At this point, the spokesperson clarifies a bit of delicate politics. Pearson sees print and digital as “complimentary, not substitutional”. (This is the FT’s underlying pitch to advertisers whom it would like to tempt into cross-media deals. It’s also, I suspect, a way of trying to please both print and digital loyalists inside the FT itself. But does the “complimentary” message apply in the case of the iPad, too?)
Finally, the focus moves back to the horizon: the relationship between print and digital is “clearly something you would monitor over time”. Indeed, if digital “was growing extremely rapidly and print was falling very fast in a particular geographical area”, the FT might want to consider going digital-only “on a case-by-case basis”.
This feels fairly close to something in Solomon’s original comments that was almost drowned out amid the talk of “switching off the presses” (I plead guilty here, by the way). Solomon tried to emphasise that this will be a lengthy transition: “That pink broadsheet has such fond memories for so many people that I don’t think they’ll completely stop printing, but they will certainly pull back.”
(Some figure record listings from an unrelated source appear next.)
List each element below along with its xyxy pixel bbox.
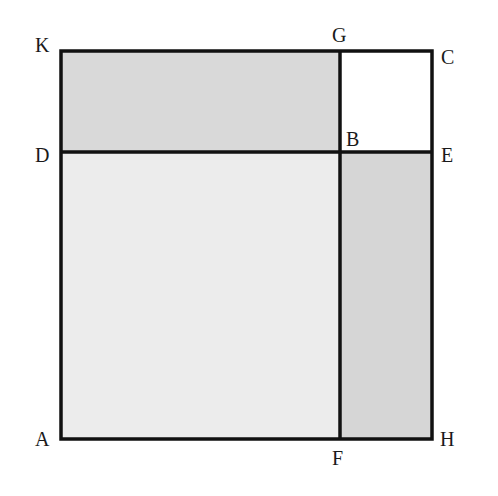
label-d: D [35, 144, 49, 166]
region-kgbd [61, 51, 340, 152]
label-h: H [440, 428, 454, 450]
label-k: K [35, 34, 50, 56]
label-f: F [332, 447, 343, 469]
label-c: C [441, 46, 454, 68]
label-b: B [346, 128, 359, 150]
label-e: E [441, 144, 453, 166]
region-behf [340, 152, 432, 439]
label-a: A [35, 428, 50, 450]
diagram-canvas: K G C D B E A F H [0, 0, 498, 496]
region-dbfa [61, 152, 340, 439]
label-g: G [332, 24, 346, 46]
The FT’s corrective quotes are an understandable effort to pour balm on an anticipated source of friction. It’s complicated by the corporate relationship between Pearson and the FT (nothing life-threatening here, I suspect, just different perspectives).
Yet in the end, you cannot manage the migration from print to digital on a “case-by-case” basis. Senior managers will want a strategy. One that changes over time, to be sure. But one that makes sense of the case-by-case situations.
At the moment, the conversation about print-digital transition might be restricted to a small group of executives. But it looks real enough. Sensible, too. In one way, this is the price of success: the FT and the Guardian are at the forefront of this discussion precisely because their digital operations have been more successful than most.
It’s a given that many similar conversations will take place across Medialand in the not-so-distant future.